Rick Moen rick at linuxmafia.com
Fri Mar 13 12:47:57 PDT 2020


Quoting Ruben Safir (ruben at mrbrklyn.com):

> Your inability to use grep is not a reason to be stuck with such a
> complex and shitty program.
> 
> REALLY '( sport = :80 or sport = :443 )'
> 
> This is an example of the kind of thinking that makes a program like ss
> suck so much.
> 
> That is my opinion.  I learned the prinicple of KISS in the army where
> getting things done can save your life, and memorizing obscure syntax is
> a waste of time that prevents one from drinking at the Hassinda..
> or can get your killed in the battlefield.

You're giving the rough side of the tongue to someone who merely
expressed appreciation for a program feature that's not mandatory and
that nobody's forcing you to use (with or without the program itself)?
What sort of a dog-in-the-manger attitude is that, Ruben?  

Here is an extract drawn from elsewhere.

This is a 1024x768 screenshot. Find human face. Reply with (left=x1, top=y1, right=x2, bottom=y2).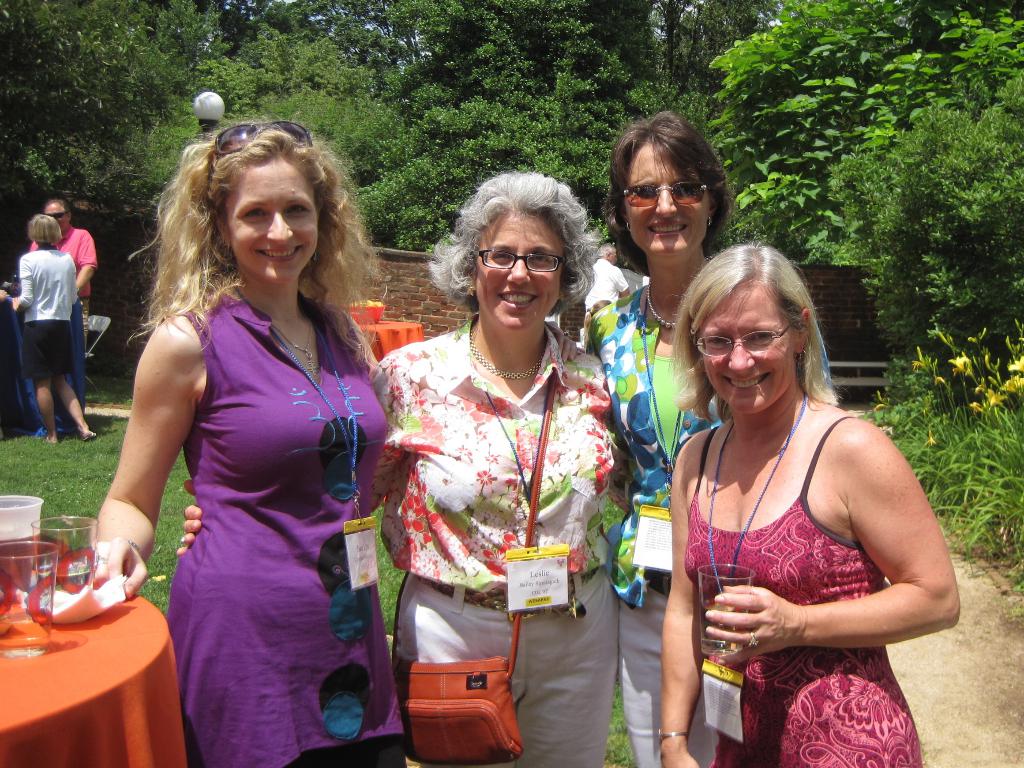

And, _also_, gratuitously accusing that person, a veteran sysadmin, of
holding his view solely on account of being unable to use grep?  That's
really out of line.  Don't be such a total asshole here, please.  Buy a
little impulse-control, if you cannot grow some through personal
strength of character.

Saying 'That is my opinion' doesn't give you licence to go out of your
way to be a jerk.  News flash.


If you prefer grepping program output from stdout, you remain fully able
to do so using either netstat or ss.

As it happens, I certainly have repeatedly experienced, in a critical
work environment, exactly the annoyance Michael speaks of, about false
positives in grepped output because you didn't have the glob or RE
exactly right.  I think he has a good point, that it's a significant win
to have a suited-to-purpose output filtering feature built into ss -- 
leaving aside the separate system-performance pitfall Michael mentioned.